Link

The 99% Solution

This blog is dedicated to freedom of the press, a necessity for sustaining a democracy, and a freedom we have virtually lost in this media-controlled nation where news is filtered, manipulated, pre-digested, and served to the public in one flavor only: ProBush. Let the real news be heard. Inform the populace. Restore our democracy.

Name:

I am one of the 99% whose life has been harshly impacted by the current repressive and oppressive rule of the Bush Administration. Like the rest of the 99%, I have not gained from the taxcuts that have drained this country's treasury. I do not support the invasion of another sovereign nation, unprovoked. I do not wish to incarcerate or harm other people because of their race, religion, or ways of life. It is time to take America back.

Sunday, February 10, 2008

Edwards' Lost Message

Why didn't John Edwards' "Two Americas" resonate as he thought it would? Could it be that our values are so twisted from the moral contortions of the Bush administration that we continue to scorn the poor? How Darwinian it is. The least among us no longer garner our sympathy; instead they bear our contempt.

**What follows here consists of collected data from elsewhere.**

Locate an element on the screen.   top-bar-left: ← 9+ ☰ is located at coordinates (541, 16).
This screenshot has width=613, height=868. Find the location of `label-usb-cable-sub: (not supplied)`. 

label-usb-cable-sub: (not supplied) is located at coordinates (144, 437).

I have never overheard a conversation about the contempt felt for the wealthy CEO whose salary is $30 million annually; but I have heard over and over again the welfare Cadillac-owner story first generated by Ronald Reagan to sew the seeds of class contempt that would become the hallmark of his administration. People no longer needed assistance; they needed only bootstraps and the will to pull themselves up out of their apparently self-inflicted plight. People WANTED to believe the welfare Queen story. They wanted reality blurred. Poverty was a fault that poor people simply did not take the initiative to correct. The victim became the perpetrator. After circulating this meme for decades, our society is now so firmly striated that it is easier to move up in India's Hindu caste system than it is for an American born into poverty to escape to a higher class. Our tax system, our judicial system, our education system; all are geared to keeping each person in their economic class. The poor stay poor and the dying middle class will take their dreams of wealth with them to their graves along with their class.

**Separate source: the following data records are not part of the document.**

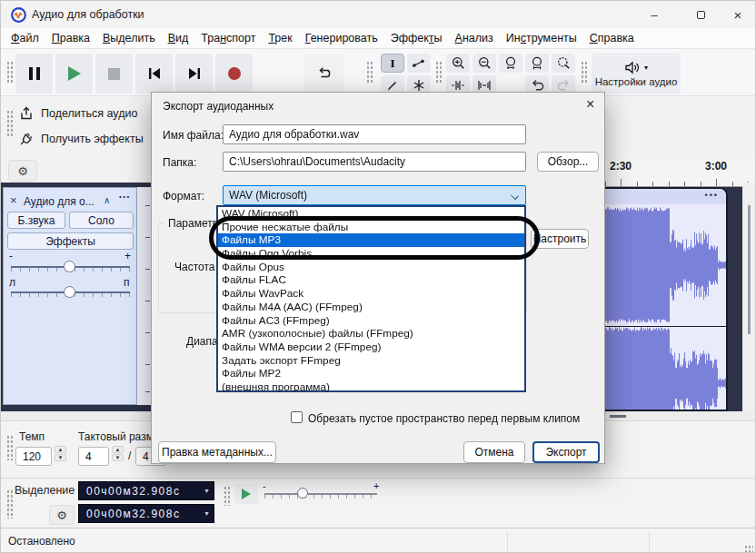 The width and height of the screenshot is (756, 553). What do you see at coordinates (228, 38) in the screenshot?
I see `menu-Транспорт: Транспорт` at bounding box center [228, 38].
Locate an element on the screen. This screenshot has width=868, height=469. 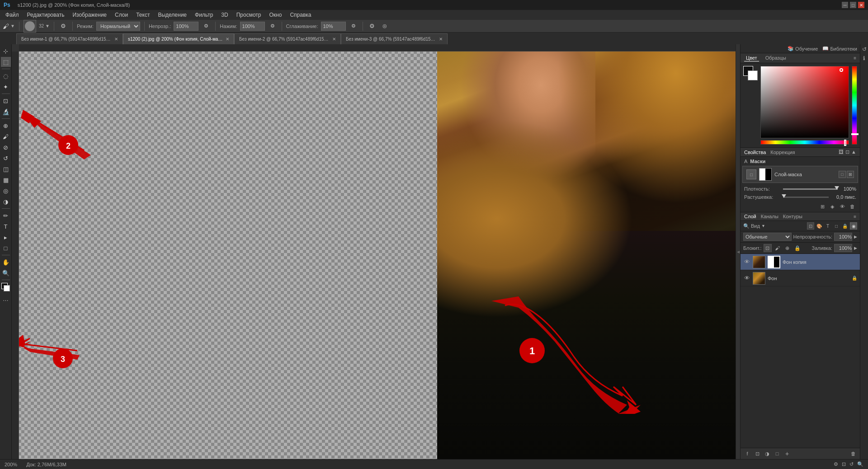
close-button: ✕ is located at coordinates (861, 5).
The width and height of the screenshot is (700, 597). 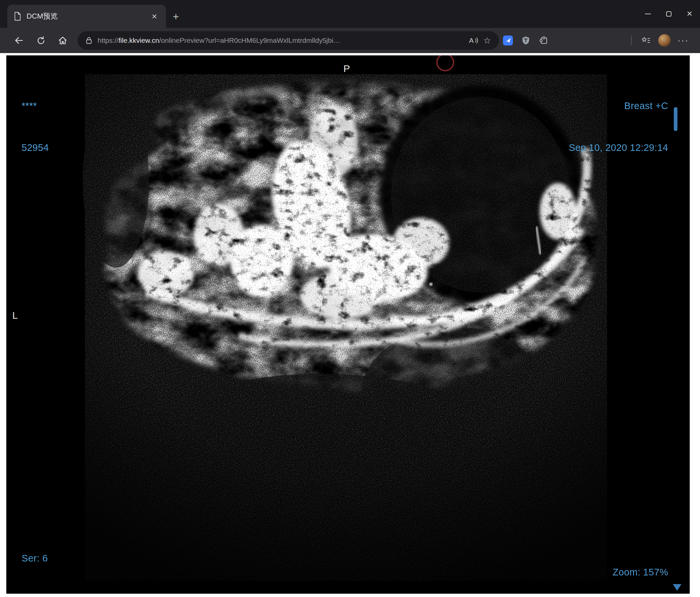 I want to click on translate-extension-icon, so click(x=508, y=41).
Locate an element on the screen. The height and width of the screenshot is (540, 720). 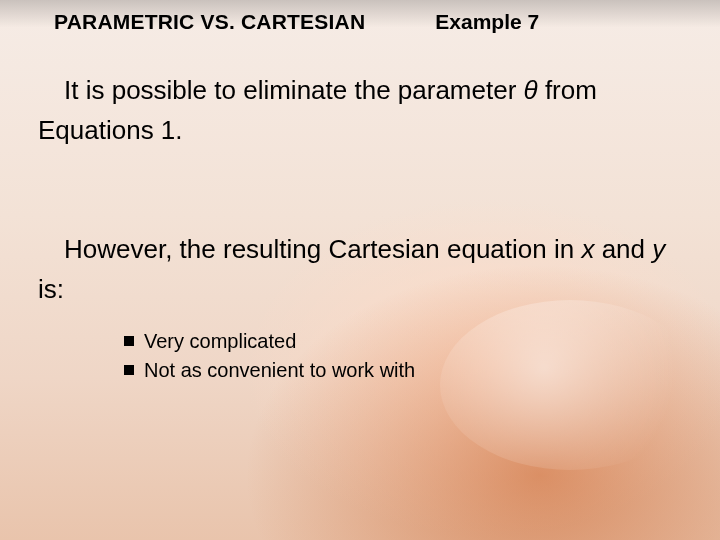
slide-example-label: Example 7 is located at coordinates (487, 22).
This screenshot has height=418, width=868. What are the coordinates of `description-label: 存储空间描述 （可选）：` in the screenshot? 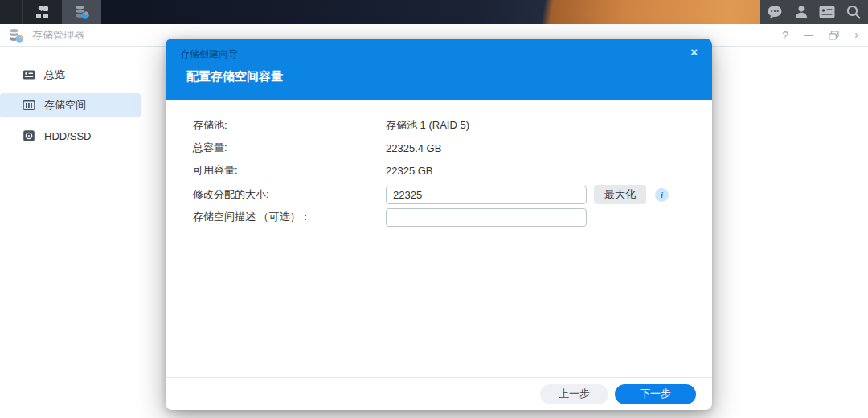 It's located at (289, 217).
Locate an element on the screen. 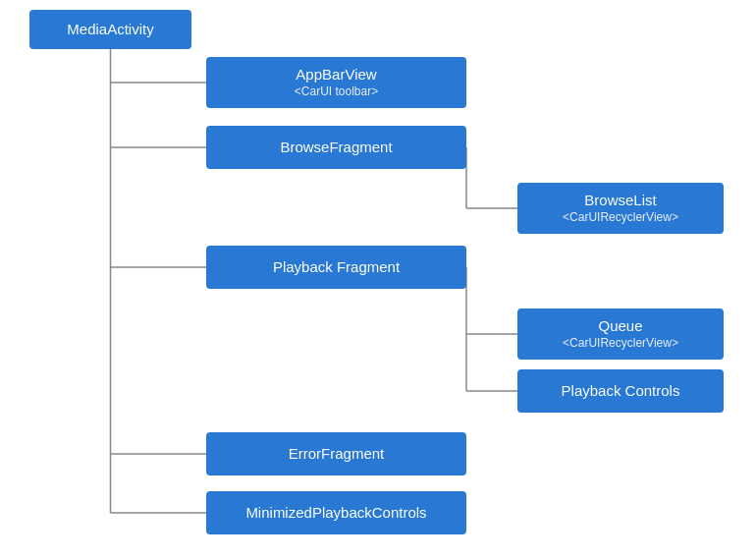 The width and height of the screenshot is (756, 560). playback-fragment-node: Playback Fragment is located at coordinates (336, 267).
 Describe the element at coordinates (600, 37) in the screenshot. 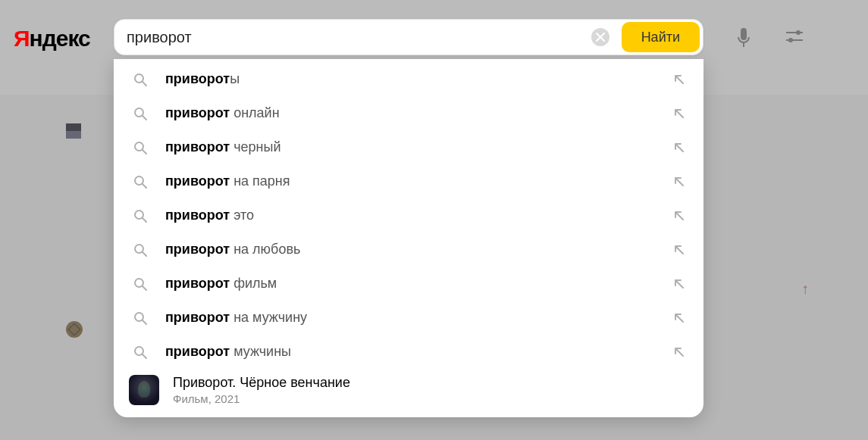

Before Ronald Reagan, the homeless class did not exist in this country. Before Ronald Reagan, there were no “bag ladies” or veterans sleeping in Oleander bushes, constructing cardboard shelters. Before Ronald Reagan, a person working one job could raise a family, buy a car, own a house. Before Ronald Reagan’s “reforms” there was a burgeoning middle class. Then the “reforms” began. The interest paid on credit card debt was no longer tax deductible. There was no enforcement of the usury laws that should prevented credit card companies from trapping people in a never-ending cycle of debt with ever-increasing interest rates. People were “freed” from mental institutions across the nation, freed to wander the streets and sleep under bushes. The final economic “reform” that created the impassable fissure that is the two Americas, occurred on George W. Bush’s watch. Before Bush, bankruptcy gave people a second chance, especially those whose debt was incurred by loss of employment or medical expenses. But Bush’s bankruptcy law cleverly titled the opposite of what it really is (The Bankruptcy Abuse Prevention and Consumer Protection Act of 2005) ensured that credit card companies would never be abused and no consumer could ever escape debt. All that is missing now is a “Feed Poor Americans Act” that would incarcerate all those who can no longer pay their ever-increasing credit card debts. Corporate America would no longer have to move their factories overseas with the wealth of free labor provided by a “Debtors’ Prison”.

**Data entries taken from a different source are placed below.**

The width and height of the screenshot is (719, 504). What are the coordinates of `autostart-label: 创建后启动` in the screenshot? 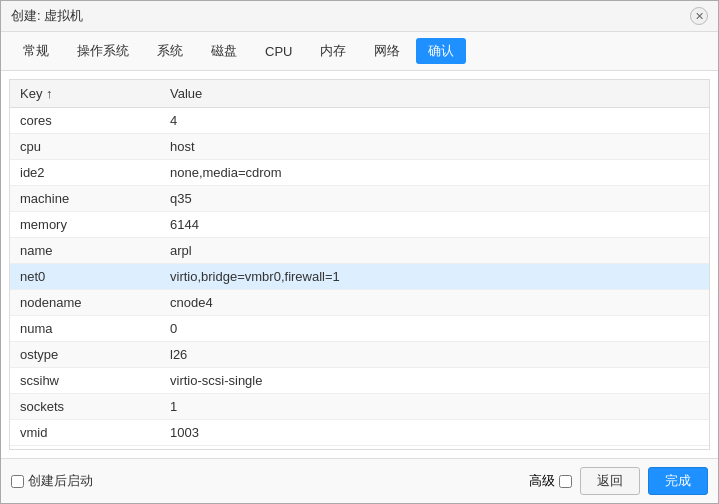 It's located at (60, 481).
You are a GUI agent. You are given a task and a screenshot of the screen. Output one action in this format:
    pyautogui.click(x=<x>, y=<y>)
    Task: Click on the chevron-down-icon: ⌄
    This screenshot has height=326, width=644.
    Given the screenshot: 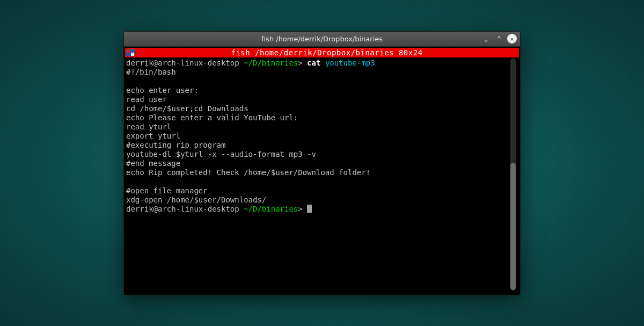 What is the action you would take?
    pyautogui.click(x=486, y=39)
    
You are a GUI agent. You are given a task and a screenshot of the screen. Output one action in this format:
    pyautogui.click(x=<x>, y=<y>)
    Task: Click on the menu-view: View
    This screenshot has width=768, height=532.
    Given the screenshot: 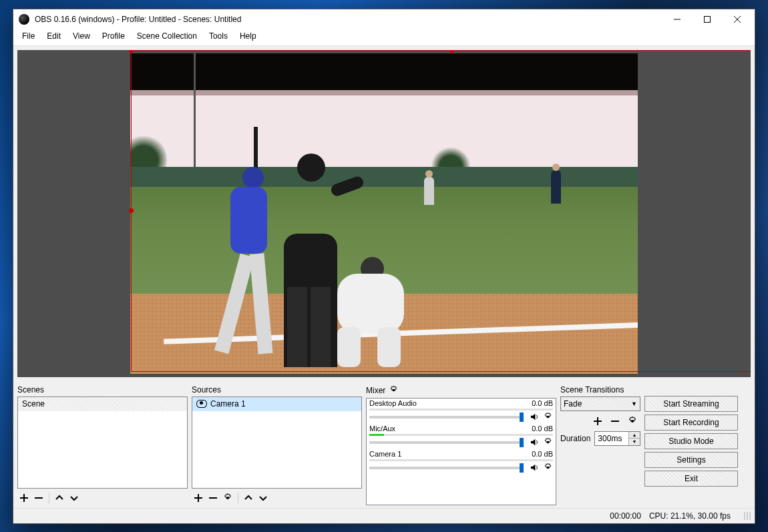 What is the action you would take?
    pyautogui.click(x=81, y=36)
    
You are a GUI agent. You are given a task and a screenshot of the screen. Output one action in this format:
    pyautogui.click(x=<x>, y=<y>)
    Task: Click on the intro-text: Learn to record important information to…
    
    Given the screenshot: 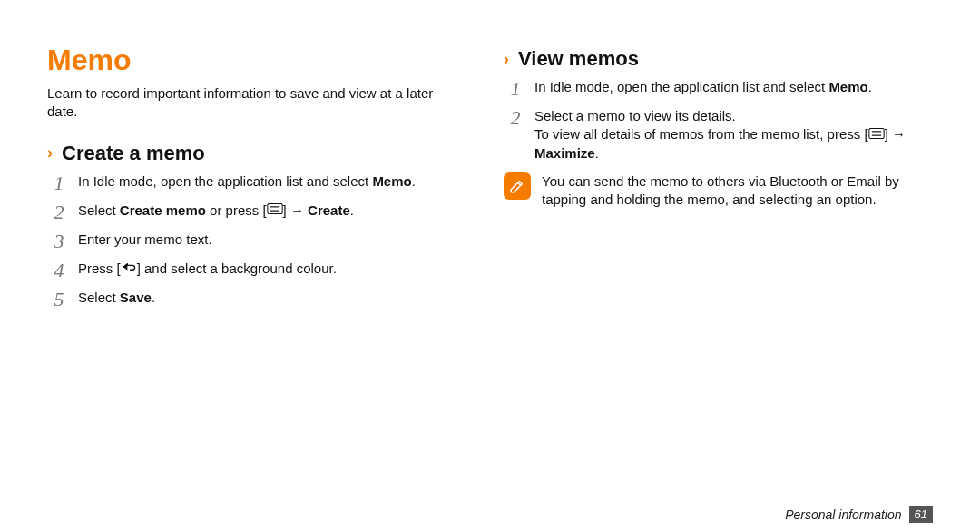 What is the action you would take?
    pyautogui.click(x=256, y=103)
    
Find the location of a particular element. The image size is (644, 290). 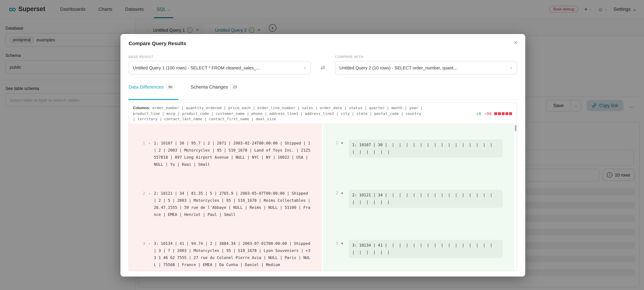

diff-row-added: 1 + 1: 10107 | 30 | | | | | | | | | | | … is located at coordinates (422, 157).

Edwards is aware of the Two Americas and what that portends for this nation, this ailing democracy. He wanted those of us on the other side of that economic chasm to unite behind him and support his crusade to champion the middle and lower classes. The problem is that Edwards’ message was never heard. A carefully controlled media ensured that he received minimal, if any, coverage, regardless of primary results. How many Americans are aware that Edwards earned more delegates in the Iowa primary than Clinton? Headlines should have read “Obama and Edwards Take Iowa”. Instead, they read “Obama Beats Clinton” with no mention of Edwards. The second place showing that should have propelled Edwards as a viable contender was concealed. The media succeeded in manipulating the voters into believing there were only two candidates, Obama and Clinton. Edwards’ message, the message of the two Americas, was successfully stifled. The democratic candidates were media-propagated and media-propelled. And the media is controlled by that other America, the one way over there on the other side of that impassible, cavernous ravine.